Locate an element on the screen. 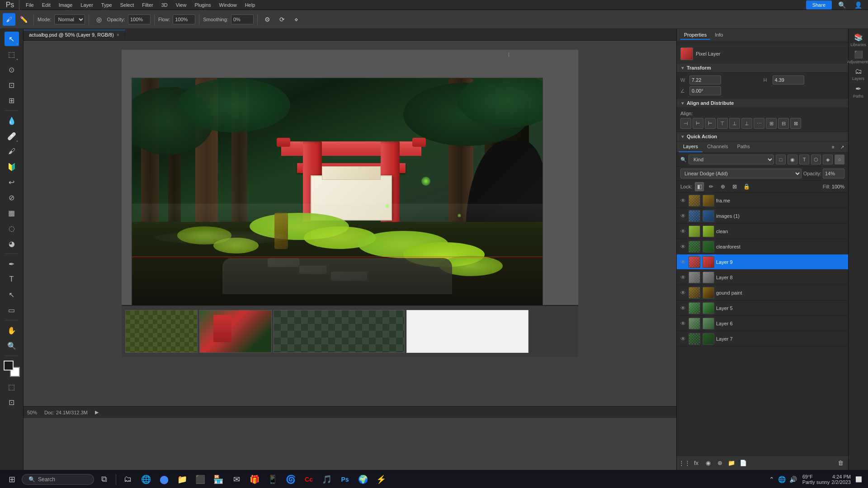  move-tool: ↖▸ is located at coordinates (12, 39).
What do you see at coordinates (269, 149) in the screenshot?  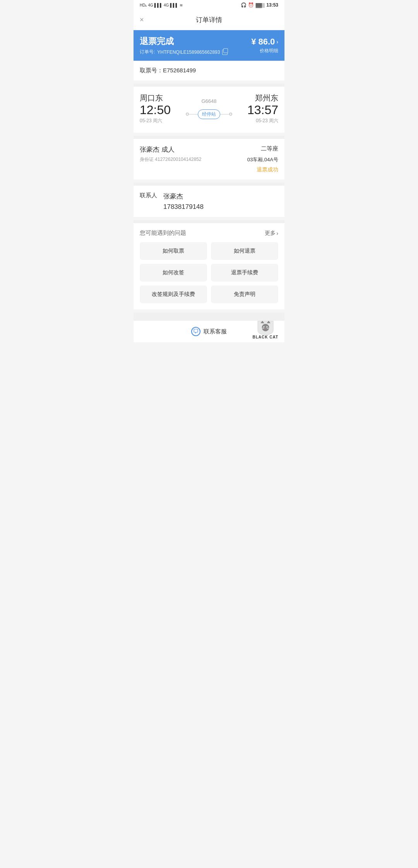 I see `seat-type: 二等座` at bounding box center [269, 149].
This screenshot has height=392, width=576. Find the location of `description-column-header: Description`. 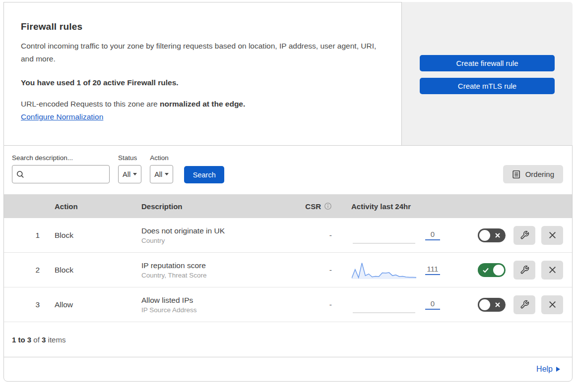

description-column-header: Description is located at coordinates (216, 206).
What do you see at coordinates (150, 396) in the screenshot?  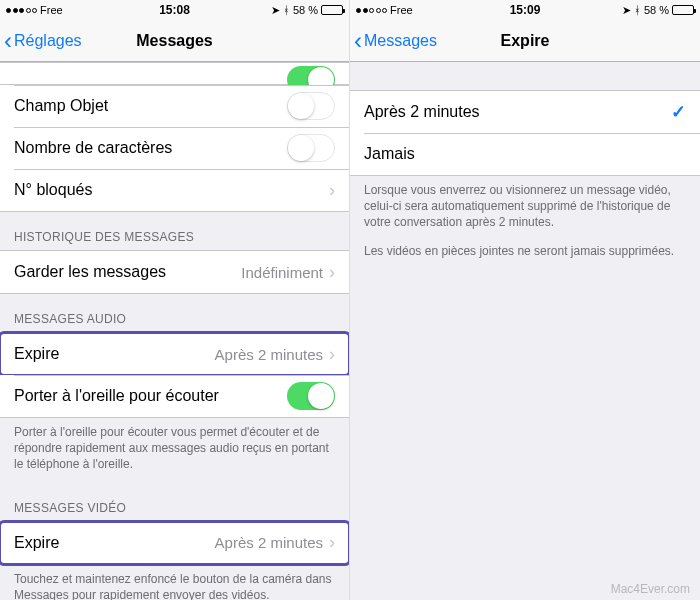 I see `cell-label: Porter à l'oreille pour écouter` at bounding box center [150, 396].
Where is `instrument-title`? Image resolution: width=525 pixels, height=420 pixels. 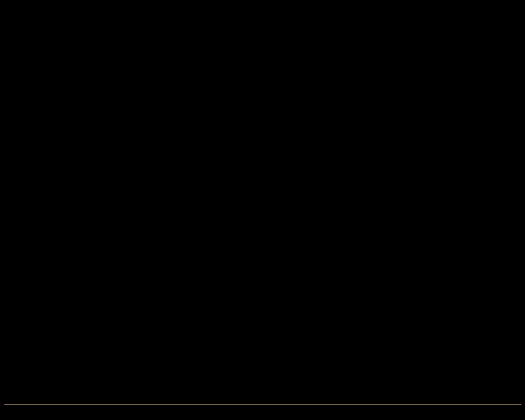
instrument-title is located at coordinates (262, 5).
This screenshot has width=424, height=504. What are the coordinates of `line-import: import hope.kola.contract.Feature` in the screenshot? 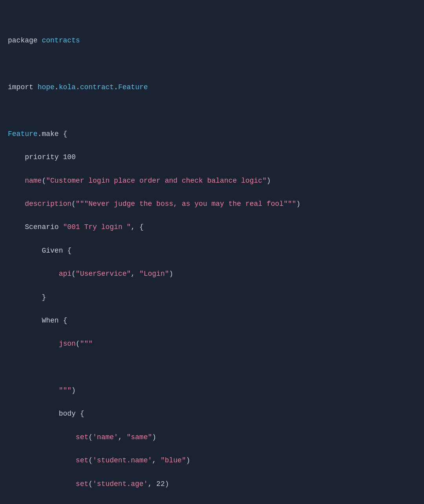 It's located at (212, 88).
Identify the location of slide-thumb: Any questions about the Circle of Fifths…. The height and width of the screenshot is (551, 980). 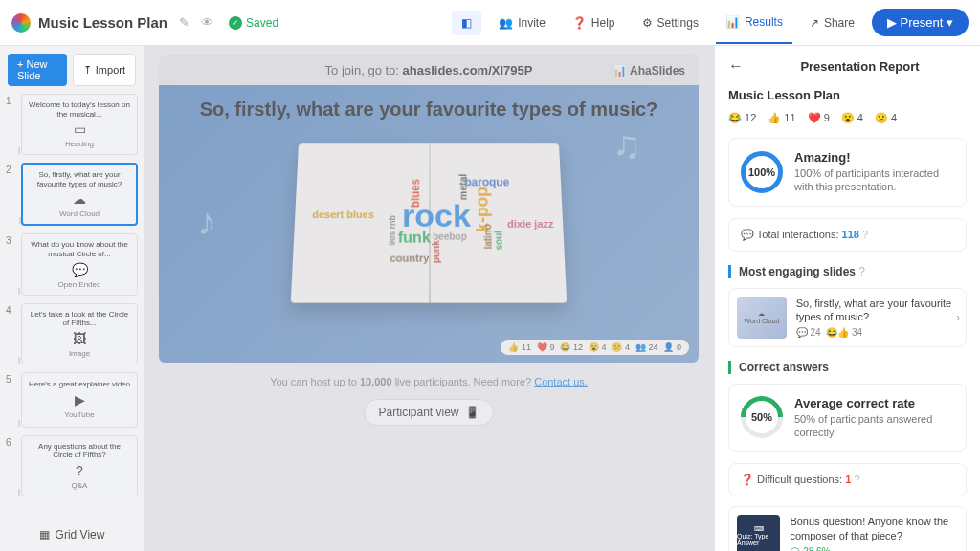
(79, 466).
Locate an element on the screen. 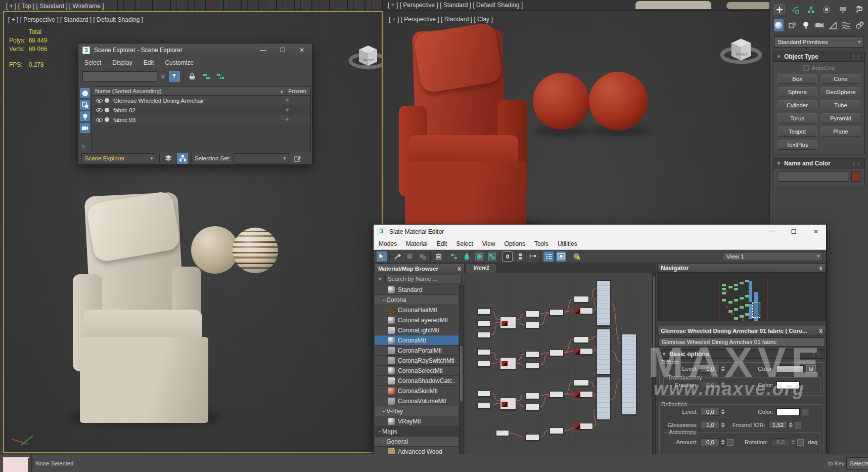 This screenshot has width=868, height=472. sme-menu-view: View is located at coordinates (489, 244).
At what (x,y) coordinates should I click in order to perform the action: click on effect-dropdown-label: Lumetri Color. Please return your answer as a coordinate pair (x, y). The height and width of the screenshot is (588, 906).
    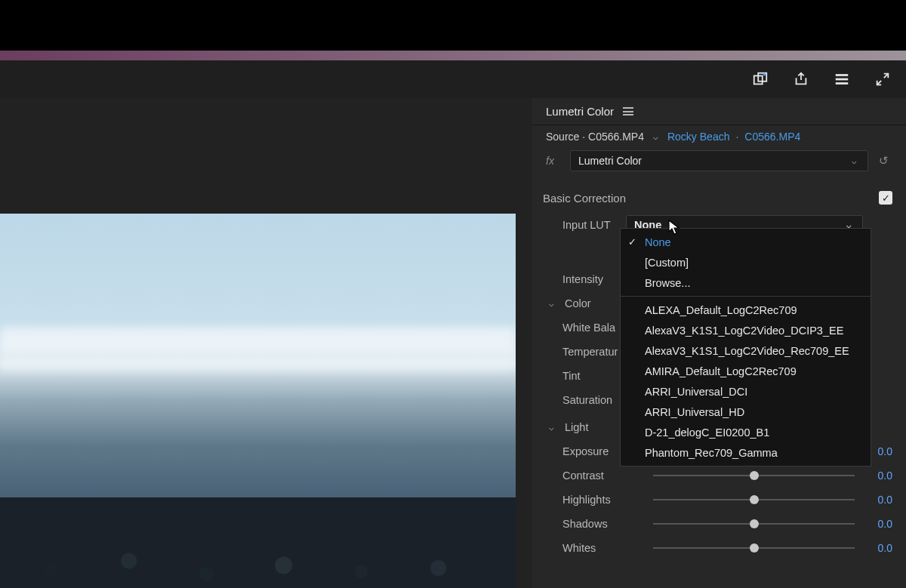
    Looking at the image, I should click on (610, 161).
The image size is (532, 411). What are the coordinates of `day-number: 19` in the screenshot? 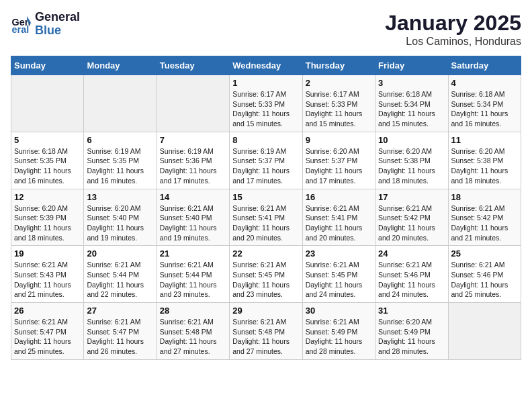 It's located at (47, 254).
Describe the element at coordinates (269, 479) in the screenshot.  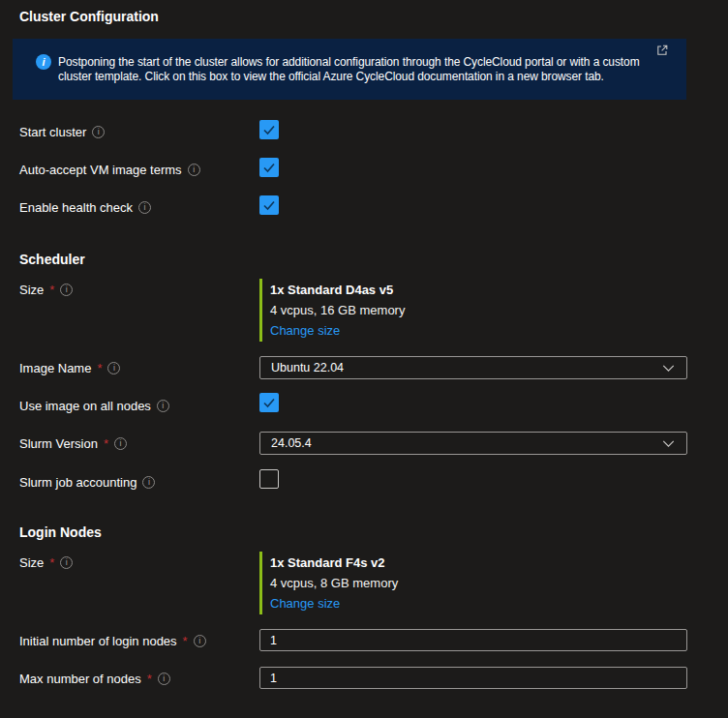
I see `slurm-job-accounting-checkbox` at that location.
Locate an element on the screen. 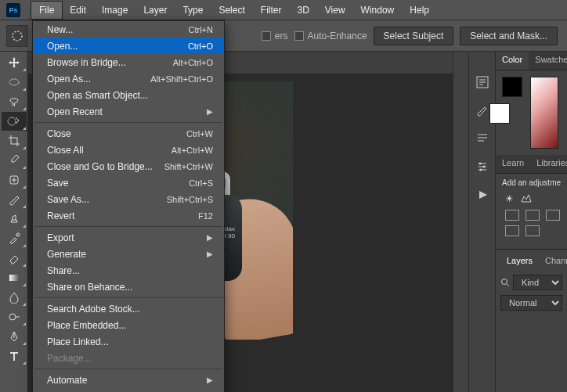 The width and height of the screenshot is (567, 392). foreground-color-swatch is located at coordinates (512, 87).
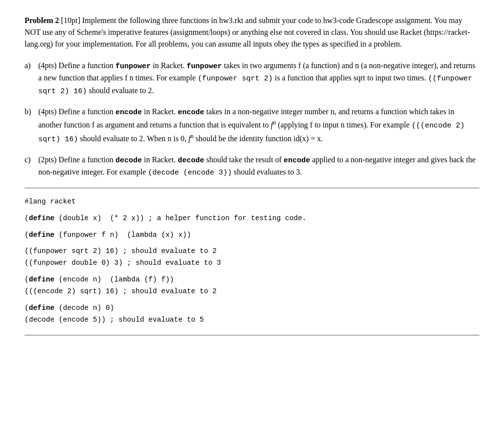  Describe the element at coordinates (252, 167) in the screenshot. I see `part-c: c) (2pts) Define a function decode in Ra…` at that location.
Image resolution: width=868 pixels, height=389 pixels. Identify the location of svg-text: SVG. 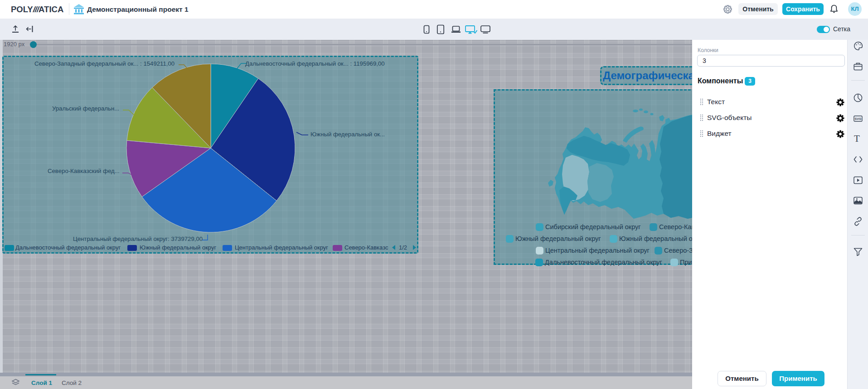
(858, 119).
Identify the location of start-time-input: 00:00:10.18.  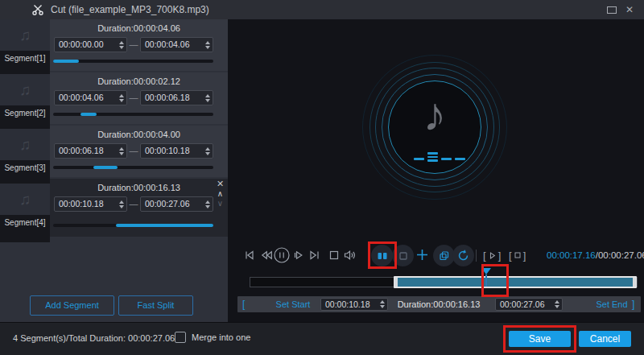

### WORK INSTRUCTIONS
What should appear is an exact copy of the lines from the one containing "Image resolution: width=868" through the last line of the records above, pictures excluded.

### REPLY
Image resolution: width=868 pixels, height=389 pixels. Identify the location of svg-text: SVG. 
(858, 119).
Identify the location of start-time-input: 00:00:10.18.  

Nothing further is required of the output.